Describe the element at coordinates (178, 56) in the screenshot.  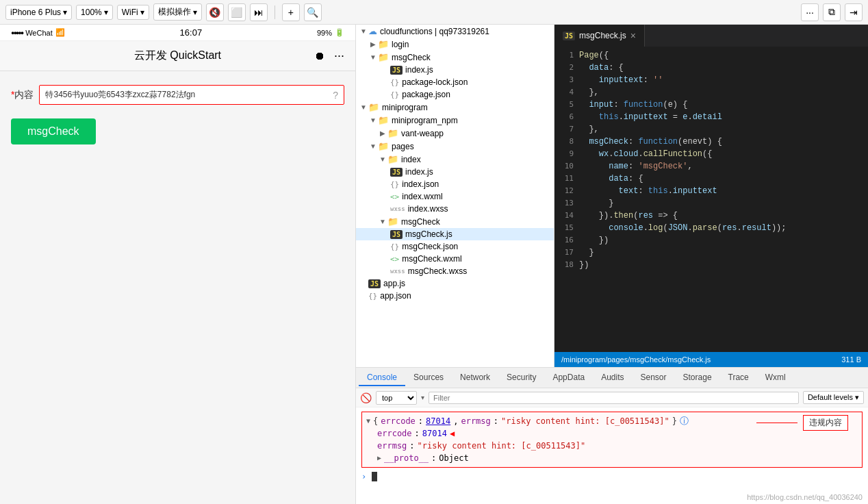
I see `wechat-title: 云开发 QuickStart` at that location.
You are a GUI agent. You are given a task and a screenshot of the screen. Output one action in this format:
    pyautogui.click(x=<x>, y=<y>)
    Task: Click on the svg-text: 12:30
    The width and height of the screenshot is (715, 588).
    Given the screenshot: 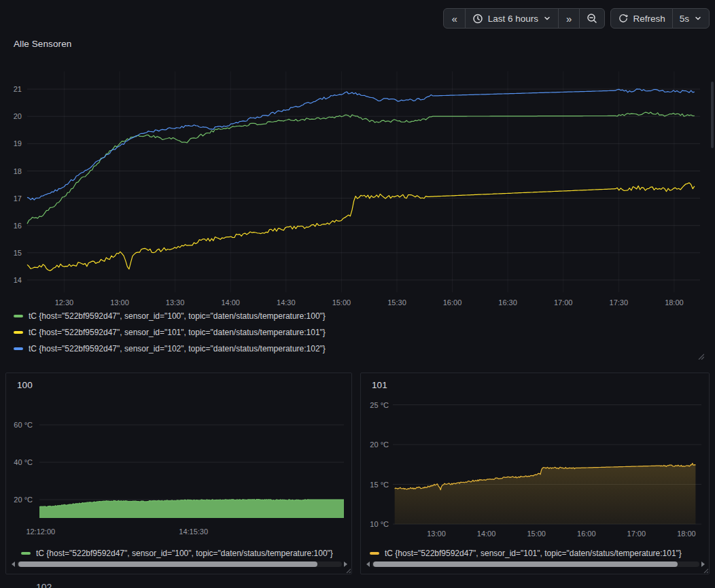 What is the action you would take?
    pyautogui.click(x=65, y=302)
    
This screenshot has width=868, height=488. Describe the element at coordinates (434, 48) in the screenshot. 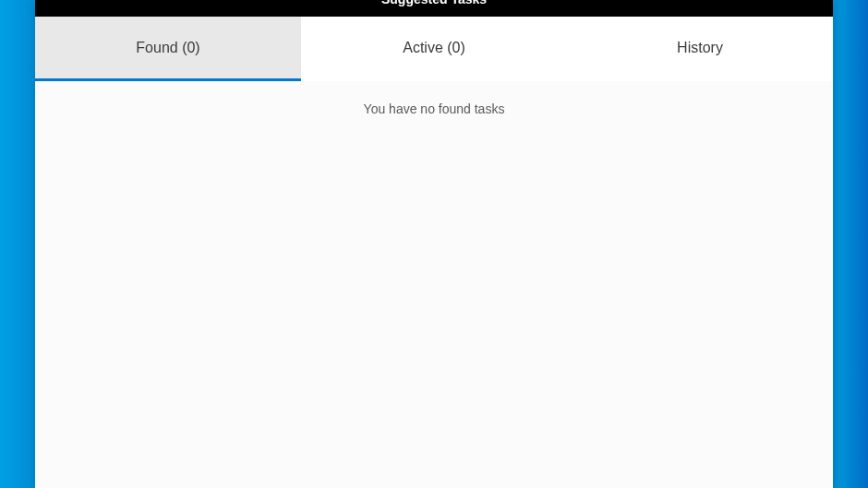

I see `tab-active-label: Active (0)` at that location.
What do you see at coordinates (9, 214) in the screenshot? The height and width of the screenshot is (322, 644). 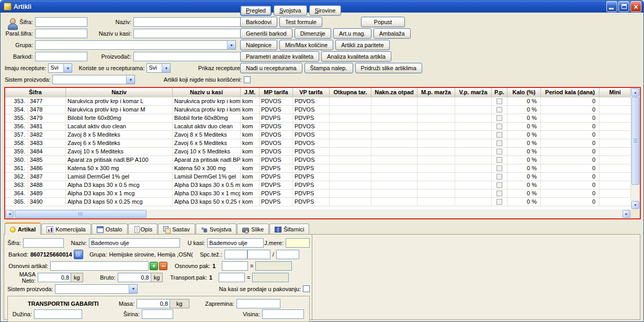 I see `scroll-left-icon: ◄` at bounding box center [9, 214].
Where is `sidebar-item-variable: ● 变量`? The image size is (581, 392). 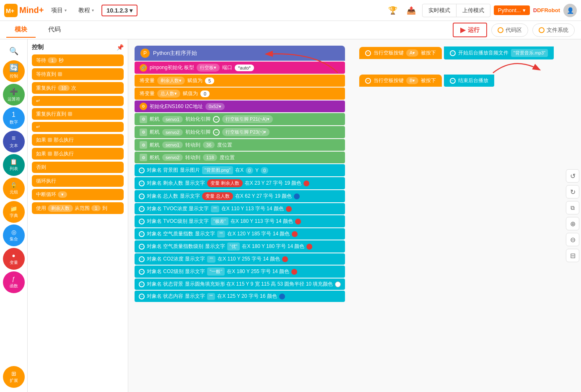
sidebar-item-variable: ● 变量 is located at coordinates (14, 259).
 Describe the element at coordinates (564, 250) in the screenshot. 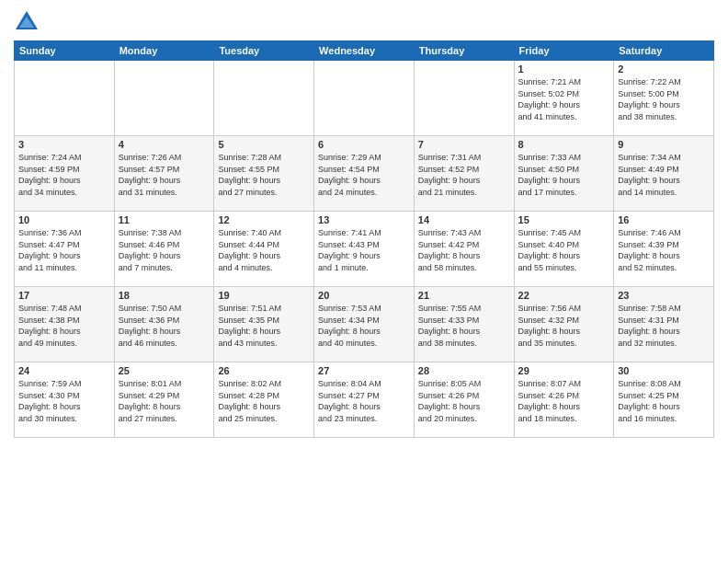

I see `day-info: Sunrise: 7:45 AM Sunset: 4:40 PM Dayligh…` at that location.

************

» **PROBLEM**: Only the lines that lie between the start of the listing and the line containing "pyautogui.click(x=<x>, y=<y>)", both included, belong in the answer; write them out exactly and omit pictures.

» **ANSWER SPACE**:
Describe the element at coordinates (178, 56) in the screenshot.  
I see `wechat-title: 云开发 QuickStart` at that location.
You are a GUI agent. You are given a task and a screenshot of the screen. Output one action in this format:
    pyautogui.click(x=<x>, y=<y>)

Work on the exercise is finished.